This op-ed by Karl Frisch originally appeared in the San Jose Mercury News.
It's probably a good thing that cable news generally doesn't draw much of an audience from the 18- to 24-year-old demographic. Otherwise, history professors across the nation could very well be witnessing the undoing of their work to educate students about the dire economic climate the United States faced for much of the 1930s.
Those who have been watching cable news lately have undoubtedly noticed the litany of conservative media figures attempting to rewrite history by denigrating the tremendous successes of President Franklin Delano Roosevelt's New Deal policies in what amounts to an orchestrated effort to derail the economic recovery plans of President Obama.
Fox News Washington managing editor Brit Hume recently called Roosevelt's policies "a jihad against private enterprise," just after claiming that "everybody agrees, I think, on both sides of the spectrum now, that the New Deal failed." That may be accurate if by "both sides of the spectrum" Hume is referring to the right and far-right over at Fox News.
Hume's own jihad against the facts, however, represents only a small portion of the historical misrepresentations passed off as reasoned debate about the New Deal.
Witness the day-break machinations of the crew over at MSNBC's Morning Joe. During a recent broadcast, Joe Scarborough and co-host Mika Brzezinski kicked off a string of attacks against the president's recovery plan, using the New Deal as their dubious weapon du jour. Mika said of Obama's plan, "I think we're going to have the same unemployment in three or four years, just like the New Deal." That just isn't true -- unemployment fell every year from 1933 through 1937.
Her buddy Joe didn't fare much better, cherry-picking data in telling viewers that unemployment was at "20 percent" in 1938, ignoring the downward trend in unemployment that occurred under the New Deal.
Joe isn't alone -- conservative columnists George Will and Mona Charen have played the same numbers game to falsely claim the New Deal failed to reduce unemployment, a contention disputed by historians and economists.
Don't take my word for it -- data from the Bureau of Labor Statistics show the unemployment rate in 1933 clocking in at 24.9 percent and falling each year thereafter (to 14.3 percent in 1937) until 1938 when it rose to 19 percent. Why the increase from 1937 to 1938? As Nobel laureate Paul Krugman has noted, it was a reversal of these very same New Deal policies, which had reduced unemployment, that actually led to recession and drove the numbers back up. It's worth noting, by the way, that these numbers do not include those in federal work-relief programs (at the time, BLS counted those employed by the New Deal's emergency work programs as unemployed). So, the unemployment numbers were actually lower than reported in these years.
The strengthening of the social safety net during the 1930s stimulated the economy while also providing assistance to those waiting to feel the economic recovery for themselves. That's perhaps why Fox News' Bill O'Reilly saw fit to lambast portions of the president's plan aimed at assisting those most in need during these difficult times, claiming last week on his television show that increased funding for programs like food stamps has "nothing to do with stimulating the economy." Though his ego will never let him admit it, O'Reilly is dead wrong.

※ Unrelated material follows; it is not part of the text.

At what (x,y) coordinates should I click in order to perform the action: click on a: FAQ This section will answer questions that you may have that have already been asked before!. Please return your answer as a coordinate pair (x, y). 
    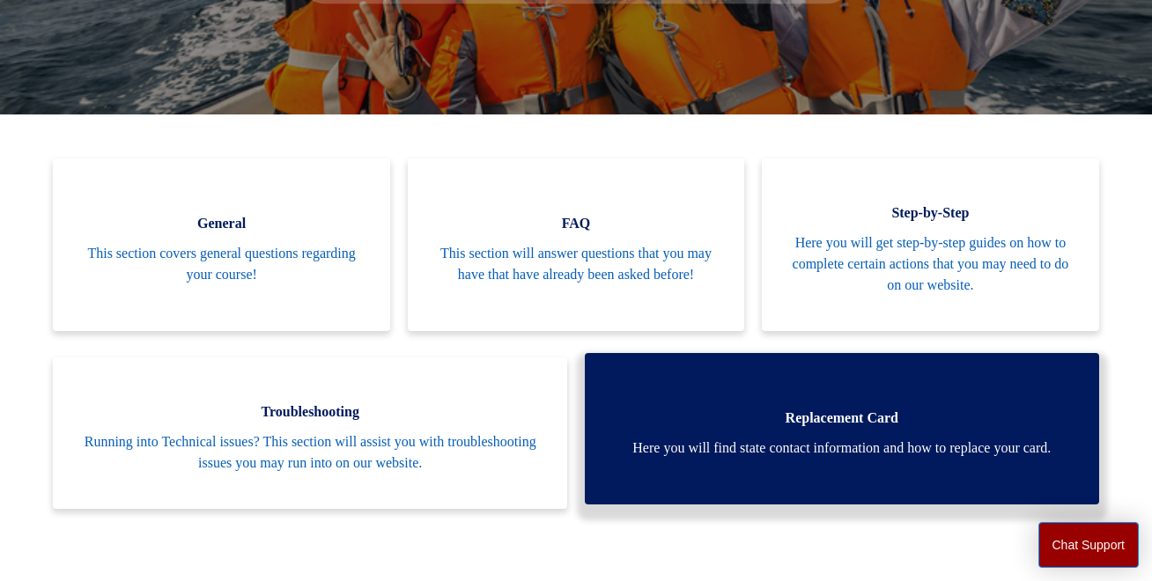
    Looking at the image, I should click on (576, 245).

Congressional Budget Office director Douglas Elmendorf and former McCain campaign economic adviser Mark Zandi have both said that extending food stamps does, in fact, stimulate the economy. Zandi stated last year that "extending food stamps [is] the most effective [way] to prime the economy's pump," while Elmendorf noted in congressional testimony just last week that "[t]ransfers to persons (for example, unemployment insurance and nutrition assistance) would also have a significant impact on GDP."

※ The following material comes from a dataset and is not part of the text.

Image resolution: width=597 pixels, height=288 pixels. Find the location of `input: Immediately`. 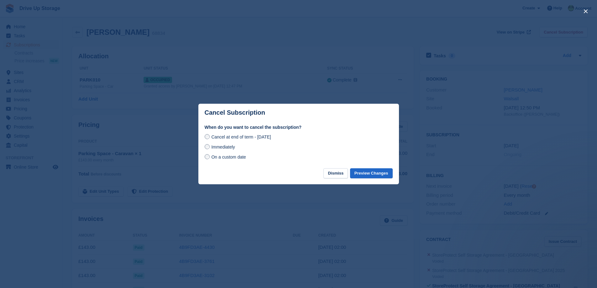

input: Immediately is located at coordinates (207, 147).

Faced with the prospect that history will again demonstrate that government spending and investment are important tools in confronting an economic crisis, it is now clear that conservatives are engaged in a misinformation campaign to mislead the public.
So, when radio host Rush Limbaugh, whom former President Ronald Reagan reportedly called the "Number one voice for conservatism" and House Republicans named an honorary member of Congress in 1994, recently said of Obama, "I hope he fails," it makes one wonder if he might not be speaking for all of his pals on the right.
If Limbaugh and conservatives truly want the president to "fail," rewriting the history of the New Deal may very well be the first salvo in a long war to defeat Obama's agenda for America.
Karl Frisch is a senior fellow at Media Matters for America, a progressive media watchdog, research, and information center based in Washington, D.C.